In this episode, we continue exploring Moses’ origin story in Exodus and the question at the core of his life—Who am I? Today we go deeper to the longing beneath it: Who is my father? From a name shaped by rescue and rupture to a life searching for belonging, Moses carries a story many of us recognize—a "father hunger" to be known, chosen, and loved. At the burning bush, God meets Moses not just with answers, but with Himself—the Father who pursues, names, invites, and restores. It’s a story about identity, longing, and the God who comes close, calls us His own, and sends us out to love others the same way. Recorded November 9, 2025.
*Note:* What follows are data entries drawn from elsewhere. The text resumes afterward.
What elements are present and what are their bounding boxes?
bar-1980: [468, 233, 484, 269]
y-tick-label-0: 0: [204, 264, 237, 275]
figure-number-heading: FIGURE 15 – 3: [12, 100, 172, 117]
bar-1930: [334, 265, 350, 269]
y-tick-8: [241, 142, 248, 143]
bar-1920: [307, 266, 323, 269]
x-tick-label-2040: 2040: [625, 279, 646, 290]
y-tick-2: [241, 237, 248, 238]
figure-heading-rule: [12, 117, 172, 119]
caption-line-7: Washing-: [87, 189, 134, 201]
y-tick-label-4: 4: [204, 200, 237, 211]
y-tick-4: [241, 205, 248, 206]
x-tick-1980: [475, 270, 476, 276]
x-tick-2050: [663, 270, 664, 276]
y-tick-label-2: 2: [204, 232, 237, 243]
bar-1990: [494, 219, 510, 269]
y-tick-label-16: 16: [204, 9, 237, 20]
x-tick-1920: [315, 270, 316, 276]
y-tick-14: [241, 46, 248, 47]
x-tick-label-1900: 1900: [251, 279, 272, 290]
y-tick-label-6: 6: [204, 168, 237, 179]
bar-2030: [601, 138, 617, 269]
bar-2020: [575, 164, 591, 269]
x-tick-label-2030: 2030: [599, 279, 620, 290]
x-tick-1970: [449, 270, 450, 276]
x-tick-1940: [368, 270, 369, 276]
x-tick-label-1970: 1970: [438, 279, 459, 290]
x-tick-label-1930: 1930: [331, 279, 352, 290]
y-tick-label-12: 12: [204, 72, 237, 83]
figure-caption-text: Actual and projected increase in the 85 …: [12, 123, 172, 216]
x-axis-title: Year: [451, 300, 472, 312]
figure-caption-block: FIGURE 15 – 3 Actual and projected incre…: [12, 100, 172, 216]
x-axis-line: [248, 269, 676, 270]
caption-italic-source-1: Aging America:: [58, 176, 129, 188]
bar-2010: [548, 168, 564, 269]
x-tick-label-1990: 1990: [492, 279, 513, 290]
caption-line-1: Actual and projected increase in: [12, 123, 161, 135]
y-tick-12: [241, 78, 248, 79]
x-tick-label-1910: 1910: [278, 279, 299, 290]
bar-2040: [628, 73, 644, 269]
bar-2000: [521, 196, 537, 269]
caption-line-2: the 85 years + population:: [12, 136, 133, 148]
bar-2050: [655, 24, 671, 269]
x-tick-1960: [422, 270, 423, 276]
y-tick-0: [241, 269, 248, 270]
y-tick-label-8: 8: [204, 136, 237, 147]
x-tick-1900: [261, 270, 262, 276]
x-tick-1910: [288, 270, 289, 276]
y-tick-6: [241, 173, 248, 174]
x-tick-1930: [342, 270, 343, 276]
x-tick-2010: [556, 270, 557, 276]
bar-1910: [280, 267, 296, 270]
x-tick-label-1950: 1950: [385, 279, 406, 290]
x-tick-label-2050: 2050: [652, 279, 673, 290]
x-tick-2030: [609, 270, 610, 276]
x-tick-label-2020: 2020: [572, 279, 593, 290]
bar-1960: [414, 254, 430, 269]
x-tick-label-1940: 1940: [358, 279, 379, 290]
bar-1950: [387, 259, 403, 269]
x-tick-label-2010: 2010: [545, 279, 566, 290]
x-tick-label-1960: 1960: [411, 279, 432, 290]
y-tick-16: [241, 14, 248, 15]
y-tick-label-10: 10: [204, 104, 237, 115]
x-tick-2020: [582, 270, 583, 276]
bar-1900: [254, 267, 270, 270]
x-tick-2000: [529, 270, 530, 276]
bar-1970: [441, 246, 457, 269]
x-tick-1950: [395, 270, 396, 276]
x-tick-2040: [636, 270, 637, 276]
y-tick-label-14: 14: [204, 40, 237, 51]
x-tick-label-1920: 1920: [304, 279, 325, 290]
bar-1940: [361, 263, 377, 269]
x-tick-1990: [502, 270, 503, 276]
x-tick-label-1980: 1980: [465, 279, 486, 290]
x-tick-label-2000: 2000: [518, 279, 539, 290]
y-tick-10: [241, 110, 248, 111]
In this week’s message, we continue our series on Moses’ question, “Who am I?” by exploring the theme of belonging. Moses’ story reveals the tension of hybrid identity—born Hebrew, raised Egyptian, caught between race, culture, and place—and his failed attempts to resolve that tension by choosing sides and defining himself against others. But when God meets Moses in the wilderness and declares, “I AM WHO I AM,” Moses’ sense of belonging is redefined—not by ancestry or geography, but by encounter and worship. In the same way, our deepest belonging is not found in race, culture, or place, but in knowing the God who meets us where we are and sends us into the world as His people. Recorded November 2, 2025.
This week, we explore the question “Am I what I do?” and the pressure many of us feel to find meaning and identity in our work. Looking at Moses in Exodus 2–3, we see someone who longed to make a difference but discovered that vocation is not driven by personal willpower or achievement. God meets Moses in the ordinary and calls him first to be a responder, then a participant in God’s work to bring freedom and renewal. Our careers and roles will change, but our true identity is rooted in the God who calls us, equips us, and sends us to join his healing work in the world. Recorded October 26, 2025.
This week we begin a new series based on Moses' question in Exodus 3:11 - "Who am I?" While previous cultures answered this question by looking outside of ourselves, our culture answers it by inviting us to look inside of ourselves. However, in this message, we see how Moses’ encounter with God reveals a better way—our true identity is found not in who we are, but in who God is: the great I AM. Recorded October 19, 2025.